It-Narrative and the Book as Agent

Author(s):  
Leah Price

This chapter argues that the most productive overlap between recent book-historical scholarship and the longer tradition of bibliographically themed life writing lies not in their common interest in human subjects, but rather in their shared attention to the circulation of things. Analytical bibliographers have shown that books accrue meaning not just at the moment of manufacture, but through their subsequent uses: buying and selling, lending and borrowing, preserving and destroying. A history of the book that took that whole range of transactions as building blocks could usefully borrow its formal conventions from the “it-narrative”: a fictional autobiography in which a thing traces its travels among a series of richer and poorer owners.

2002 ◽  
Vol 19 (2) ◽  
pp. 180-211 ◽  
Author(s):  
Laurence B. McCullough

Bioethics as a field began some years before it was finally named in the early 1970s. In many ways, bioethics originated in response to urgent matters of the moment, including the controversy over disconnecting Karen Quinlan's respirator, the egregious paternalism of Donald Cowart's doctors in the famous “Dax” case, the abuse of research subjects in the notorious Tuskegee Syphilis Study, and the need to devise an intellectual framework for the development of federal regulations to protect human subjects of research. The phrase “new and unprecedented” became a common description of the topics and issues to which people who later came to be called “bioethicists” responded. It should come as no surprise that bioethics and its practitioners soon came to the self-understanding that their work was new and unprecedented, much as the innovations of biomedical science and their clinical applications were thought to be.


Author(s):  
Stephanie Ann Frampton

Empire of Letters studies representations of texts and media in Roman authors from Lucretius to Ovid (c. 55 BCE–15 CE) in order to demonstrate how ancient writers conceived of the world, their work, and their own identities through material forms of writing. Drawing together methods of interpretation from a wide variety of fields (including Greek and Latin philology, epigraphy, papyrology, manuscript studies, literary criticism, media theory, and book history) and uniting close readings of major authors with the careful analysis of the physical forms inhabited by ancient texts (papyrus bookrolls, waxed tablets, and monumental inscriptions in stone and bronze), Empire of Letters provides a new model for understanding the history of the book in antiquity.
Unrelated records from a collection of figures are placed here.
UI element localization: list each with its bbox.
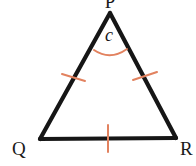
- triangle-diagram-svg: c P Q R: [0, 0, 196, 166]
- figure-background: [0, 0, 196, 166]
- geometry-figure-container: c P Q R: [0, 0, 196, 166]
- vertex-label-r: R: [180, 138, 193, 159]
- vertex-label-q: Q: [12, 138, 26, 159]
- angle-label-c: c: [105, 25, 113, 45]
- vertex-label-p: P: [105, 0, 116, 12]
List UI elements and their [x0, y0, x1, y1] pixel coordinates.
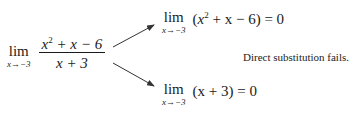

Putting the written word back at the center of Roman literary culture, this book redefines our understanding of the role of writing in the intellectual life of Rome at the moment of epochal transition from Republic to Empire.


Author(s):  
Soraya de Chadarevian

The 30th anniversary of Richard Dawkins's The selfish gene coincides with the opening for historical scholarship of the production files of the book's first edition at the archives of Oxford University Press. Using the information collected in the files, the essay reconstructs the Press history of the book, the author's and his enthusiastic editor's pre-publication expectations, and the early reception and subsequent career of the book, which made an impact on the scientific debate on behaviour and evolution as well as on the popular market. It also reflects on the changing notions of popularization and the place of The selfish gene in those debates.


2020 ◽  
pp. 10-14
Author(s):  
N. V. Spiridonova ◽  
A. A. Demura ◽  
V. Yu. Schukin

According to modern literature, the frequency of preoperative diagnostic errors for tumour-like formations is 30.9–45.6%, for malignant ovarian tumors is 25.0–51.0%. The complexity of this situation is asymptomatic tumor in the ovaries and failure to identify a neoplastic process, which is especially important for young women, as well as ease the transition of tumors from one category to another (evolution of the tumor) and the source of the aggressive behavior of the tumor. The purpose of our study was to evaluate the history of concomitant gynecological pathology in a group of patients of reproductive age with ovarian tumors and tumoroid formations, as a predisposing factor for the development of neoplastic process in the ovaries. In our work, we collected and processed complaints and data of obstetric and gynecological anamnesis of 168 patients of reproductive age (18–40 years), operated on the basis of the Department of oncogynecology for tumors and ovarian tumours in the Samara Regional Clinical Oncology Dispensary from 2012 to 2015. We can conclude that since the prognosis of neoplastic process in the ovaries is generally good with timely detection and this disease occurs mainly in women of reproductive age, doctors need to know that when assessing the parity and the presence of gynecological pathology at the moment or in anamnesis, it is not possible to identify alarming risk factors for the development of cancer in the ovaries.


2019 ◽  
Vol 60 ◽  
pp. 424-428
Author(s):  
Alexandra I. Vakulinskaya

This publication is devoted to one of the episodes of I. A. Ilyin’s activity in the period “between two revolutions”. Before the October revolution, the young philosopher was inspired by the events of February 1917 and devoted a lot of time to speeches and publications on the possibility of building a new order in the state. The published archive text indicates that the development of Ilyin’s doctrine “on legal consciousness” falls precisely at this tragic moment in the history of Russia.


Public Voices ◽  
2017 ◽  
Vol 15 (1) ◽  
pp. 9 ◽  
Author(s):  
Mordecai Lee

One of the building blocks of the professionalization of American public administration was the recognition of the need for expert knowledge and the wide dissemination of that information to practitioners. Municipal civil servants could adopt and adapt these best practices in their localities. Such was the purpose of the Municipal Administration Service (1926-1933), initially founded by the National Municipal League and funded by the Rockefeller philanthropies. This article is an organizational history of the Service. It presents the life cycle of the agency, including its operations, funding, problems, and the behind-the-scenes public administration politics which led to its demise. In all, the Municipal Administration Service captures the early history of American public administration, its attempt to demonstrate that it was a full-fledged profession with recognized experts and managerial advice that ultimately proved unable to perpetuate itself.